Since retiring back in the 80’s, Dad and Mum moved from Brougham St in Kings Cross up here to Elanora Heights. Dad has kept in contact with his erstwhile Cooks workmates, he and Mum meeting them regularly for lunch to recall old times.

So that’s roughly what Dad did, but perhaps it’s how he did it that is worth reflecting on.

The most common comment I recall hearing about Dad was that he was such a gentleman. Recently I even heard it from several nurses at the hospice and War Vets home where he spent his last few months – you wonder how a guy confined to a bed or in a chair at the end of the ward could come across as a gentleman. It wasn’t as if he wore a top hat and tails. Mum and us kids were fortunate to keep Dad company during all his lunches and dinners over these last few difficult months and so got a good chance to see him in action. He never complained, he never made a fuss, he was invariably polite, always positive, stubbornly hanging on to life and the nurses just loved him. When one asked “who’s on duty tomorrow”, I was able to honestly answer “it’s not a duty, it’s a privilege”.

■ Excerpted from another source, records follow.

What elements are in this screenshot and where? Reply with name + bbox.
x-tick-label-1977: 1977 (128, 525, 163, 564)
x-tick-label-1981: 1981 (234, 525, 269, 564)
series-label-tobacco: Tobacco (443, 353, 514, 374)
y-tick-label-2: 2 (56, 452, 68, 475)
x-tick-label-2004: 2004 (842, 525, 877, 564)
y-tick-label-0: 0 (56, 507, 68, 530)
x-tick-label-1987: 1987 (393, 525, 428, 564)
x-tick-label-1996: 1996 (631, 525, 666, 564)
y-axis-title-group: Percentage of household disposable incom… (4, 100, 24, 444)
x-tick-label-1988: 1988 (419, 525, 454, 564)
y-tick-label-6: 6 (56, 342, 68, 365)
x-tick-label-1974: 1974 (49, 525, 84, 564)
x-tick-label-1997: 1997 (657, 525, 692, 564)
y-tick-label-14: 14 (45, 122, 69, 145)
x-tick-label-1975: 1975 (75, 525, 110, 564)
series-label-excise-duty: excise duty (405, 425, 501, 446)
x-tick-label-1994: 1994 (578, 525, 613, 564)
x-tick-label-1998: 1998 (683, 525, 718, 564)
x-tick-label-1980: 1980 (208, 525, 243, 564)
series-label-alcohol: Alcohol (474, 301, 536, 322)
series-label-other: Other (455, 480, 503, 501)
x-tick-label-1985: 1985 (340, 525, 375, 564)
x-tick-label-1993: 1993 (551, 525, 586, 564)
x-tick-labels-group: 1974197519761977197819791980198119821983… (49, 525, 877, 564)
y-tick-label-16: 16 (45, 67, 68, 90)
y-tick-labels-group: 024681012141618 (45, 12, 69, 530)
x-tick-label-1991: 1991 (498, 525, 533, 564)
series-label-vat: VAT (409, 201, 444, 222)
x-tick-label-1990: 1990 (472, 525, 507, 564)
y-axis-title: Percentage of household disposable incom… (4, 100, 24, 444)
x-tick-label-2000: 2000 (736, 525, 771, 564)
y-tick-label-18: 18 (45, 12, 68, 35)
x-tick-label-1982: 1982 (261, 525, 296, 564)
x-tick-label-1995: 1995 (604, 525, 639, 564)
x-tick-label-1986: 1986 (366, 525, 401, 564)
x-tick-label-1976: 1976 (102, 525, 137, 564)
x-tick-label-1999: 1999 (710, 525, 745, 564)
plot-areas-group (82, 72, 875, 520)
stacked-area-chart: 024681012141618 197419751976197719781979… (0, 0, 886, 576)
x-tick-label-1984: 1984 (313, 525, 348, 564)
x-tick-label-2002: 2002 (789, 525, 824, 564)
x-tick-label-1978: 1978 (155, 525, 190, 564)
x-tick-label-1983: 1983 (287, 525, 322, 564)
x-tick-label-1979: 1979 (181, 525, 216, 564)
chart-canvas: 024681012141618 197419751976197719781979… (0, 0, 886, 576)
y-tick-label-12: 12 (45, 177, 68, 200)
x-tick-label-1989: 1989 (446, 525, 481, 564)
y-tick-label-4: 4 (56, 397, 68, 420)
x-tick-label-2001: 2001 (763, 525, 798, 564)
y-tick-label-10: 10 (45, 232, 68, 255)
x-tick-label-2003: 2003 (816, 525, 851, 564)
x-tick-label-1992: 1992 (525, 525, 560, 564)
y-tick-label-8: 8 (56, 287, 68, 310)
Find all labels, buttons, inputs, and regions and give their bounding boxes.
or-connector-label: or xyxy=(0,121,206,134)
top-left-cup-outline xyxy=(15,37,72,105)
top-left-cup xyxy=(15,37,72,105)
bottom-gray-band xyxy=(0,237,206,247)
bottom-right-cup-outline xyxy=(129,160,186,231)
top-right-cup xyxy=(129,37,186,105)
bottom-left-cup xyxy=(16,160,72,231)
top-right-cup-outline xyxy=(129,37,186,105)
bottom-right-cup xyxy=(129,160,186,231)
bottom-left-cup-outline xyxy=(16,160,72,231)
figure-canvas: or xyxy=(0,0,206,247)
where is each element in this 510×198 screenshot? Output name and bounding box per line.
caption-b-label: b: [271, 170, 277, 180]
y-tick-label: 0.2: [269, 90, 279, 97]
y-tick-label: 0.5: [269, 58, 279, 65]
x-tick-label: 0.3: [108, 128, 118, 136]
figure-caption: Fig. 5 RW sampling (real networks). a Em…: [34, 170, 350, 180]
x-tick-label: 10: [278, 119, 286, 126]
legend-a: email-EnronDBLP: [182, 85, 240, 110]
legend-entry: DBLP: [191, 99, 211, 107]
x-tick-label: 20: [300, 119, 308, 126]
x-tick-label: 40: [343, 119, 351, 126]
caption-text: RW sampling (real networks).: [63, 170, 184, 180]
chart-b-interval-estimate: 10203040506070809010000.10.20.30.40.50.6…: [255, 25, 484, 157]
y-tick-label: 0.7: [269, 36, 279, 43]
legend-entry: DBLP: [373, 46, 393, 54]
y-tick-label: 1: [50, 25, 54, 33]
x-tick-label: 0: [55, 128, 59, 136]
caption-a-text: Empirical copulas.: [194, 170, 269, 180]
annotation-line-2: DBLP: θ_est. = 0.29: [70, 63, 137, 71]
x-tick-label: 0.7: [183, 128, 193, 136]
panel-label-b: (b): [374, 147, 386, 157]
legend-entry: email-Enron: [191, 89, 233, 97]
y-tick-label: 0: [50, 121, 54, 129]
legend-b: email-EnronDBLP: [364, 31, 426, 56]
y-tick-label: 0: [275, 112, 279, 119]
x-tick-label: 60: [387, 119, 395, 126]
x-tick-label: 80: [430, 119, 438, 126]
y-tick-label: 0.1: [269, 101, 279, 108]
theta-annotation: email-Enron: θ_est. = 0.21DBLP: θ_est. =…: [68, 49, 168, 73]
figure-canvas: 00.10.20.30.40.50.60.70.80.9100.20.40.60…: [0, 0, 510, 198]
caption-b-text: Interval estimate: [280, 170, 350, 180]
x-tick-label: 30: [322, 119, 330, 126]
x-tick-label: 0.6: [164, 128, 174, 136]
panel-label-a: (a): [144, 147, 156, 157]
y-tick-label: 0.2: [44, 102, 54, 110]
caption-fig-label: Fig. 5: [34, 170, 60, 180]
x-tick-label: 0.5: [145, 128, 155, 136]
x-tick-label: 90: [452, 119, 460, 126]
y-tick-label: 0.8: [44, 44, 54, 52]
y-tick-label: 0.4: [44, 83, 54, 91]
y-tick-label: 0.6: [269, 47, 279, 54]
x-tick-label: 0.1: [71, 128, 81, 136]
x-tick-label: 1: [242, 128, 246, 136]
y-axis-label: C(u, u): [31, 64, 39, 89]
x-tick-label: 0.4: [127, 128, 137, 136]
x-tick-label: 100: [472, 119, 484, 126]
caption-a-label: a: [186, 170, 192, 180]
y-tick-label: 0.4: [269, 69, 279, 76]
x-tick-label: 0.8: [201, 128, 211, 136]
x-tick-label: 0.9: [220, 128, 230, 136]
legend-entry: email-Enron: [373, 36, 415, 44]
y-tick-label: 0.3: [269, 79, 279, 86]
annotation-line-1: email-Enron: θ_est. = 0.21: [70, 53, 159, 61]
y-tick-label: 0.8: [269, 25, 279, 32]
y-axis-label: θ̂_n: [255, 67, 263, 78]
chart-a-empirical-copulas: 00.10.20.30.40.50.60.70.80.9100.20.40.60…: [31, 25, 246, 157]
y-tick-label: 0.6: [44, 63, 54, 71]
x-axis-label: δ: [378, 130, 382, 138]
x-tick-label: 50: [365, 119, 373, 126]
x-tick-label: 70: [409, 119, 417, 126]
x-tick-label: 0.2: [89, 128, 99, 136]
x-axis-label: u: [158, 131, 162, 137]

For us kids, Dad exerted his influence, not through haranguing us but as a quiet role model. He worked hard, he was honest, he was truthful, he was faithful – he epitomised what it is to be a man. He was a great handyman and a great cook. It’s no accident that all us kids cook and two of his grandsons are professional chefs. Food has been a uniting influence through our lives. The nurses at the hospice used to gawk at the nibblies we’d bring Dad and that he’d enthusiastically put away: prosciutto, mortadella, olives, goat’s cheese, Italian bread.

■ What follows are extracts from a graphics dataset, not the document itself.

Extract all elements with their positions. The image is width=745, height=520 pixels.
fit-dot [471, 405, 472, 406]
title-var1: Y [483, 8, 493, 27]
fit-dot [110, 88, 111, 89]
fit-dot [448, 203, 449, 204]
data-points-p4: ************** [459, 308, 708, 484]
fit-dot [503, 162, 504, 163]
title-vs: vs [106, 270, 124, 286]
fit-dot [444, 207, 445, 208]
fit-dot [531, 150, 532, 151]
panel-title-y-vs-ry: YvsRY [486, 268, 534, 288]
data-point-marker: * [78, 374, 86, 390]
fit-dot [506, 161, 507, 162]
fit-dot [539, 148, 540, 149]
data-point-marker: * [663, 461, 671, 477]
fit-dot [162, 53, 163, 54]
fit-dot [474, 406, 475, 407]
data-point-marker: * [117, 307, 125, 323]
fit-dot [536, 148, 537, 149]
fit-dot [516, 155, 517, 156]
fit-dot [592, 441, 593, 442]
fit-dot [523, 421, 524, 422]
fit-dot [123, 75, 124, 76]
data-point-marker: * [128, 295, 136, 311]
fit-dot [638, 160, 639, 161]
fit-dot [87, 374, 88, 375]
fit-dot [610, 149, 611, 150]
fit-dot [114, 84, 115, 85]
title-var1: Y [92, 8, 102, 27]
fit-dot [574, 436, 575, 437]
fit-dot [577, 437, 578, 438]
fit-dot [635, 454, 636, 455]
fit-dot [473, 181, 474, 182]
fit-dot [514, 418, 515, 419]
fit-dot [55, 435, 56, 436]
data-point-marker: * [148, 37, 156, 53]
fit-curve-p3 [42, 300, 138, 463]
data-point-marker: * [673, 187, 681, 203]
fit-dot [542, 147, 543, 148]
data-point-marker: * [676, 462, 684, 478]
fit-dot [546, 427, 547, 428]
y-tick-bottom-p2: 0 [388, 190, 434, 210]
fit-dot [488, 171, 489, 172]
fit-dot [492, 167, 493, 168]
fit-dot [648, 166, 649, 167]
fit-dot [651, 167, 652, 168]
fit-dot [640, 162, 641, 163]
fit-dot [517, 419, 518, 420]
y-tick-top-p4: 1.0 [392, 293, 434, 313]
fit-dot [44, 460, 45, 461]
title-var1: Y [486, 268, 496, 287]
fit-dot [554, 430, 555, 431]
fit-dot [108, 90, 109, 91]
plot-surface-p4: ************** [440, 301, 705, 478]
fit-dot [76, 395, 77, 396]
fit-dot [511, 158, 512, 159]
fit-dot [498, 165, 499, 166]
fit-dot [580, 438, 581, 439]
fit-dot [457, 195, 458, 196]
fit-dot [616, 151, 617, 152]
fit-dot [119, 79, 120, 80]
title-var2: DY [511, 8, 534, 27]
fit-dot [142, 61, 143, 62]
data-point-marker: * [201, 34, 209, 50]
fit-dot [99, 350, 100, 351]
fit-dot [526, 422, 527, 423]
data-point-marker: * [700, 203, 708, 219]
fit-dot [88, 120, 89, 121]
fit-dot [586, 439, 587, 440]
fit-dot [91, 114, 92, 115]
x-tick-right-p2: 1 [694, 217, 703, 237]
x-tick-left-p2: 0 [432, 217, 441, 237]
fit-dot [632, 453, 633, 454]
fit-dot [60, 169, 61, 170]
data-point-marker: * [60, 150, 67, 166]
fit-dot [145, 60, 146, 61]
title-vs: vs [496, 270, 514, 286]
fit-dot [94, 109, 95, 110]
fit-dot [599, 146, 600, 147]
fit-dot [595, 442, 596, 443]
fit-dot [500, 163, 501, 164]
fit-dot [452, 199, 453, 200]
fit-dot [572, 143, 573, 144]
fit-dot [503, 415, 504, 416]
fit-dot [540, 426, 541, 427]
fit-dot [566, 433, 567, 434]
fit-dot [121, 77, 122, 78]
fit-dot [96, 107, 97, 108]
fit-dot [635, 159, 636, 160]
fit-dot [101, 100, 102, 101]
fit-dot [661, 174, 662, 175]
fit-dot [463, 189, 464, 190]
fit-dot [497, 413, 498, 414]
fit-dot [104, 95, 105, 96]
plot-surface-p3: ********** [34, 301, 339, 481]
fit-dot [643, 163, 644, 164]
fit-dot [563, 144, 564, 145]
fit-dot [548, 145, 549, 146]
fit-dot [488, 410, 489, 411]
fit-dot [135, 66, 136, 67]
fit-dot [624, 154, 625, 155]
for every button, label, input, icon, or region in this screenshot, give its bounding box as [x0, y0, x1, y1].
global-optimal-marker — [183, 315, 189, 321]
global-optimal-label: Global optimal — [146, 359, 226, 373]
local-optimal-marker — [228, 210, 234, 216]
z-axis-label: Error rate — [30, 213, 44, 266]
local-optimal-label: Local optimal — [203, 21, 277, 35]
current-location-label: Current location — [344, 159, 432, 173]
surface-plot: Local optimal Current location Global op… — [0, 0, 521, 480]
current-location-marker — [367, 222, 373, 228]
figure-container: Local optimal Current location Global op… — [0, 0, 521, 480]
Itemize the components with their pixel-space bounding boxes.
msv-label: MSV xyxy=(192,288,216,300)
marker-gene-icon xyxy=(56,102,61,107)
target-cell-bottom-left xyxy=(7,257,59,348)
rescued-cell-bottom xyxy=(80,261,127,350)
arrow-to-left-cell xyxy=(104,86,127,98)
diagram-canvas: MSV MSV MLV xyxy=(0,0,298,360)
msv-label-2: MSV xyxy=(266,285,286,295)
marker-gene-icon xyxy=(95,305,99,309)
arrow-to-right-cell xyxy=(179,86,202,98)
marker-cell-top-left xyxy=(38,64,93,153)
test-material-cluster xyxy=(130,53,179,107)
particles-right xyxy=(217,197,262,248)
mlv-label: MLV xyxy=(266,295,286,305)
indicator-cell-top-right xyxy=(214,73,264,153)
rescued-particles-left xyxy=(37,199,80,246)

Dad was pious and generous – he joined the St Vincent de Paul Society soon after marrying Mum and volunteered with them until just a couple of years ago, going out to visit and assist those in distressed circumstances (and hopefully filtering out the odd scam artist!) Equally he has been an enthusiastic member of the congregation here at St Josephs Church, participating fully in this Catholic community and its family group.

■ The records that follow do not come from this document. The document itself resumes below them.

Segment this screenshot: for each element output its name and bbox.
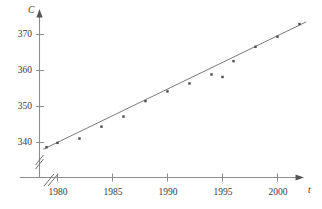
- data-point: [254, 46, 256, 48]
- y-tick-label-340: 340: [8, 138, 32, 148]
- data-point: [188, 82, 190, 84]
- co2-scatter-figure: 370 360 350 340 1980 1985 1990 1995 2000…: [0, 0, 322, 209]
- data-point: [276, 35, 278, 37]
- x-axis-label: t: [308, 186, 311, 196]
- y-tick-label-370: 370: [8, 30, 32, 40]
- data-point: [122, 115, 124, 117]
- data-point: [166, 90, 168, 92]
- y-tick-label-360: 360: [8, 66, 32, 76]
- data-point: [56, 142, 58, 144]
- data-point: [210, 73, 212, 75]
- data-point: [45, 146, 47, 148]
- data-point: [144, 100, 146, 102]
- data-point: [100, 125, 102, 127]
- x-axis-break-icon: [44, 174, 58, 186]
- x-tick-label-1990: 1990: [153, 188, 183, 198]
- y-axis-arrow: [36, 9, 42, 18]
- x-tick-label-1980: 1980: [43, 188, 73, 198]
- x-tick-label-1995: 1995: [208, 188, 238, 198]
- data-point: [78, 137, 80, 139]
- y-axis-label: C: [28, 6, 34, 16]
- x-axis-arrow: [296, 174, 305, 180]
- y-tick-label-350: 350: [8, 102, 32, 112]
- x-tick-label-1985: 1985: [98, 188, 128, 198]
- data-point: [298, 23, 300, 25]
- data-point: [221, 76, 223, 78]
- x-tick-label-2000: 2000: [263, 188, 293, 198]
- regression-line: [43, 22, 306, 149]
- plot-area: [0, 0, 322, 209]
- data-point: [232, 60, 234, 62]
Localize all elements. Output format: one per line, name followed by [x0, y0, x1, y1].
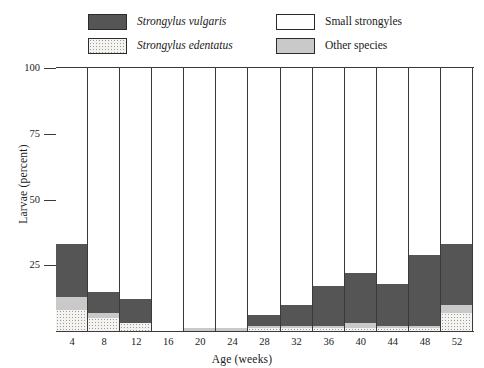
segment-strongylus-edentatus: [88, 318, 119, 331]
segment-other-species: [248, 326, 279, 329]
x-tick-label-36: 36: [313, 337, 345, 351]
x-tick-label-40: 40: [345, 337, 377, 351]
x-axis-tick-labels: 481216202428323640444852: [56, 337, 473, 351]
bar-column-week-40[interactable]: [345, 68, 377, 331]
y-tick-mark: [44, 200, 56, 201]
bar-column-week-16[interactable]: [152, 68, 184, 331]
chart-legend: Strongylus vulgaris Small strongyles Str…: [88, 10, 418, 58]
bar-column-week-4[interactable]: [56, 68, 88, 331]
y-axis-label: Larvae (percent): [17, 109, 29, 259]
segment-other-species: [56, 297, 87, 310]
segment-strongylus-vulgaris: [88, 292, 119, 313]
segment-strongylus-vulgaris: [441, 244, 472, 304]
dark-gray-swatch-icon: [88, 14, 127, 30]
legend-entry-small-strongyles: Small strongyles: [276, 14, 418, 30]
legend-entry-strongylus-vulgaris: Strongylus vulgaris: [88, 14, 276, 30]
segment-strongylus-vulgaris: [120, 299, 151, 323]
segment-strongylus-vulgaris: [56, 244, 87, 297]
segment-other-species: [441, 305, 472, 313]
legend-label-small-strongyles: Small strongyles: [325, 16, 402, 28]
legend-row-2: Strongylus edentatus Other species: [88, 34, 418, 58]
bar-column-week-48[interactable]: [409, 68, 441, 331]
y-tick-label-25: 25: [0, 260, 40, 271]
stippled-swatch-icon: [88, 38, 127, 54]
segment-strongylus-edentatus: [56, 310, 87, 331]
legend-label-strongylus-edentatus: Strongylus edentatus: [137, 40, 233, 52]
x-axis-label: Age (weeks): [0, 353, 484, 365]
x-tick-label-44: 44: [377, 337, 409, 351]
bar-column-week-24[interactable]: [216, 68, 248, 331]
y-tick-label-100: 100: [0, 63, 40, 74]
bar-column-week-44[interactable]: [377, 68, 409, 331]
bar-column-week-20[interactable]: [184, 68, 216, 331]
segment-strongylus-vulgaris: [281, 305, 312, 326]
y-tick-mark: [44, 68, 56, 69]
stacked-bar-group: [56, 68, 473, 331]
x-axis-line: [56, 331, 474, 332]
legend-label-strongylus-vulgaris: Strongylus vulgaris: [137, 16, 226, 28]
segment-strongylus-vulgaris: [409, 255, 440, 326]
x-tick-label-4: 4: [56, 337, 88, 351]
segment-other-species: [345, 323, 376, 328]
legend-entry-other-species: Other species: [276, 38, 418, 54]
x-tick-label-16: 16: [152, 337, 184, 351]
segment-other-species: [313, 326, 344, 329]
x-tick-label-8: 8: [88, 337, 120, 351]
segment-strongylus-vulgaris: [377, 284, 408, 326]
segment-strongylus-vulgaris: [345, 273, 376, 323]
segment-strongylus-vulgaris: [248, 315, 279, 326]
x-tick-label-32: 32: [281, 337, 313, 351]
segment-other-species: [281, 326, 312, 329]
x-tick-label-52: 52: [441, 337, 473, 351]
segment-other-species: [88, 313, 119, 318]
segment-other-species: [377, 326, 408, 329]
bar-column-week-32[interactable]: [281, 68, 313, 331]
bar-column-week-8[interactable]: [88, 68, 120, 331]
x-tick-label-20: 20: [184, 337, 216, 351]
legend-entry-strongylus-edentatus: Strongylus edentatus: [88, 38, 276, 54]
x-tick-label-28: 28: [248, 337, 280, 351]
bar-column-week-12[interactable]: [120, 68, 152, 331]
light-gray-swatch-icon: [276, 38, 315, 54]
bar-column-week-28[interactable]: [248, 68, 280, 331]
bar-column-week-36[interactable]: [313, 68, 345, 331]
segment-strongylus-edentatus: [120, 323, 151, 331]
x-tick-label-12: 12: [120, 337, 152, 351]
x-tick-label-48: 48: [409, 337, 441, 351]
legend-label-other-species: Other species: [325, 40, 387, 52]
legend-row-1: Strongylus vulgaris Small strongyles: [88, 10, 418, 34]
x-tick-label-24: 24: [216, 337, 248, 351]
segment-strongylus-vulgaris: [313, 286, 344, 325]
y-tick-mark: [44, 265, 56, 266]
white-swatch-icon: [276, 14, 315, 30]
y-tick-mark: [44, 134, 56, 135]
bar-column-week-52[interactable]: [441, 68, 473, 331]
segment-strongylus-edentatus: [441, 313, 472, 331]
segment-other-species: [409, 326, 440, 329]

It may surprise you to learn that Dad was an eco-warrior. Not in your classic chained-to-a-tree, save-the-whales, wear-tofu-eat-sandals sense. But recall the Green mantra: Reduce, Re-use, Recycle. Dad was into these big time, long before they were fashionable. Reduce: he and Mum’s brother Stan shared a car for several years rather than own one each, Stan drove to work during the week, and Dad drove it on weekends to take us to Bondi Beach or to his sister Iris’s for afternoon tea and those delicious cakes. Re-use: probably took this one a little far when he re-used a old tie as a belt for some old workpants (Mum put the kibosh on that); he kept a healthy quantity of doors on hand in Brougham St in case a need for them suddenly arose. Re-cycle: I think the council clean-up day was the biggest day of the year for Dad except maybe Christmas Day. He was in his element and would come home with great piles of junk, I mean, “re-cyclables” in case a need for them suddenly arose. His grandson James has proudly carried on this tradition - half his room is furnished with “re-cyclables”.

Dad was loving. He loved his parents, his brothers and sisters, Pat, his wife of 60 years, all of us kids, our spouses, his many nieces and nephews, and he especially loved his grandkids and great grandkids. Over the last few months, he would continually ask after his grandkids and would break into a chuckle as we related their activities. He and Mum were always welcoming and delighted to meet our mates and friends. Look around you – these are the lives he touched in some way.

So that was Dad. Not tragic. Sadly I’ll never again be able to enter a room, say “Hi Dad” and see his face light up, but I hope you’ll all join with me as I recall his long, and good, and gentle, and loving life and say “Bye Dad”, rest in peace.